We were fortunate, though, as the hand will make either seven clubs or seven hearts as the cards lay. The real surprise came when we opened the traveling score and found that no one else had bid and made a grand slam! Up until that point I had felt that the hand was a put up job.

This hand is so like one in Dorothy Hayden’s new book “Bid Better, Play Better” that I cannot resist quoting her interesting story: “When bridge players get together they entertain one another with stories about hands. In the, belief that every book should have some entertainment value, this chapter is devoted to amusing hands from real life.  “The best hand I ever held, and also one of the most frustrating, occurred in a rubber bridge game at the New York Cavendish Club. My partner was Harry Fishbein, famous major domo of the Mayfair Club.

Vulnerable against non-vulnerable opponents, I picked up the following incredible collection:

A K Q J 3 2     A K Q 10 4 3 2 

“It’s hard to imagine that anything tragic could happen to this beauty, isn’t it?

“By the way, we don’t play for peanuts in this game and even if we did, a vulnerable grand slam comes to a heck of a lot of peanuts!

“Sam Stayman, on my right, dealt and opened three hearts. Now if I had had an average partner I would have just picked a suit and bid a grand slam myself. With an expert for a partner, however, I knew I could find out which suit was better, so I bid four hearts.

Harry Fishbein
Harry Fishbein

My left-hand opponent passed, Fishy jumped to six clubs, and Stayman passed.
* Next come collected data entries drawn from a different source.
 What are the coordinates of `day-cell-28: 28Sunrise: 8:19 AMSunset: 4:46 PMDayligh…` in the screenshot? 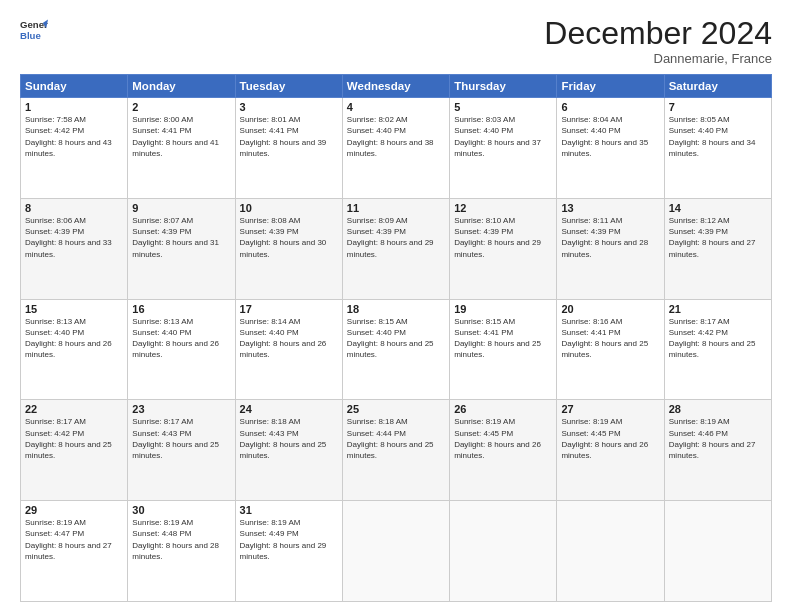 It's located at (718, 450).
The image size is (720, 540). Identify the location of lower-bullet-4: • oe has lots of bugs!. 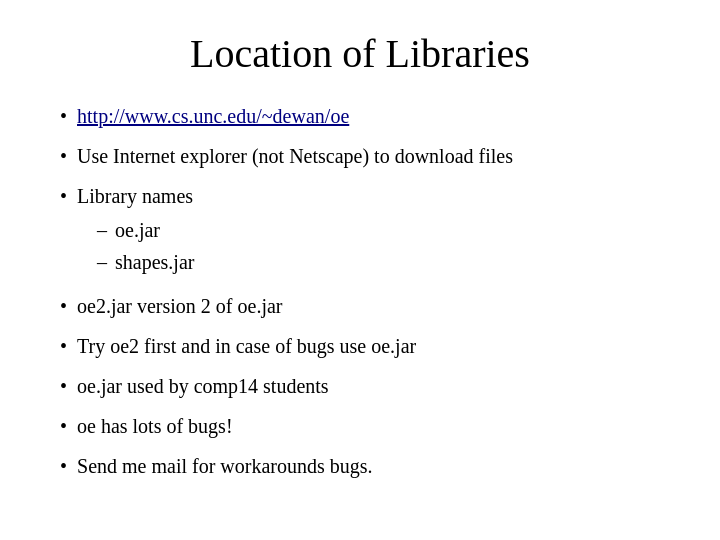
(360, 426).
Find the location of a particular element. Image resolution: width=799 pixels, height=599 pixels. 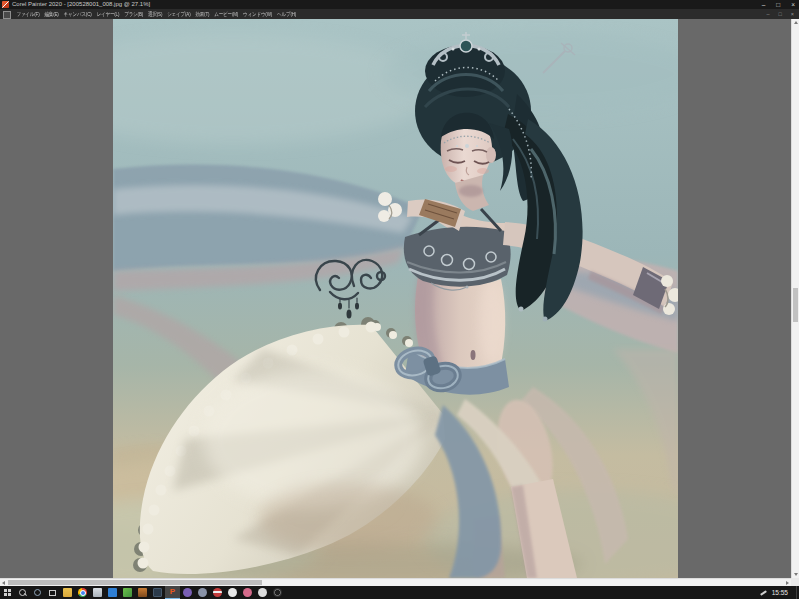

app-green-icon is located at coordinates (128, 592).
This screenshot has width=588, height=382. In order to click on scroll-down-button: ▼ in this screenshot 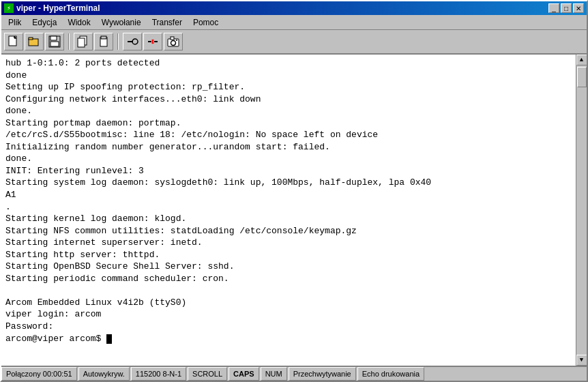, I will do `click(582, 360)`.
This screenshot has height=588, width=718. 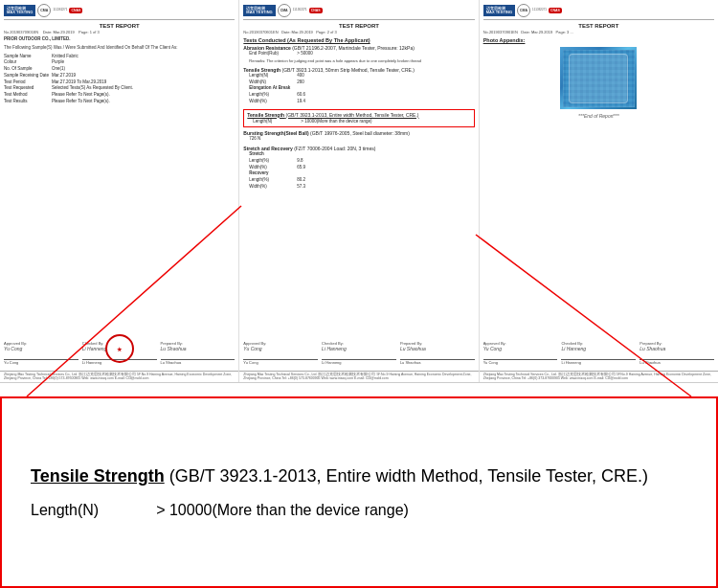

This development didn’t worry me. (After all, I held the spade suit and I could always bid seven spades if the bidding got out of control.) So I bid six hearts to force Fishy to choose another suit.

Do you see any danger in this, playing with an expert? I didn’t. In fact I was mentally patting myself on the back for handling the situation so adroitly when catastrophe struck. Over six hearts Fishy inadvertently bid six diamonds! “Of course the opponents kindly pointed out that six diamonds was insufficient. Under the laws Fishy could either make the bid sufficient in the same suit by bidding seven diamonds in which case there is no penalty, or he could substitute any other sufficient call, in which case his partner would be barred from the bidding.

“Fishy naturally hated to bid seven diamonds. (He had only a small doubleton.) So he corrected the bid to six notrump and I was barred from the auction with the best hand I had ever seen!

“It seems funny now, but imagine how I felt having to lay that hand down as dummy at six notrump.

“As an anticlimax Fishy actually held

 5 4   A 7 6 4   6 5  K J 4 3 2

Both my suits broke and he easily made six notrump but, of course, either seven spades or seven diamonds was laydown.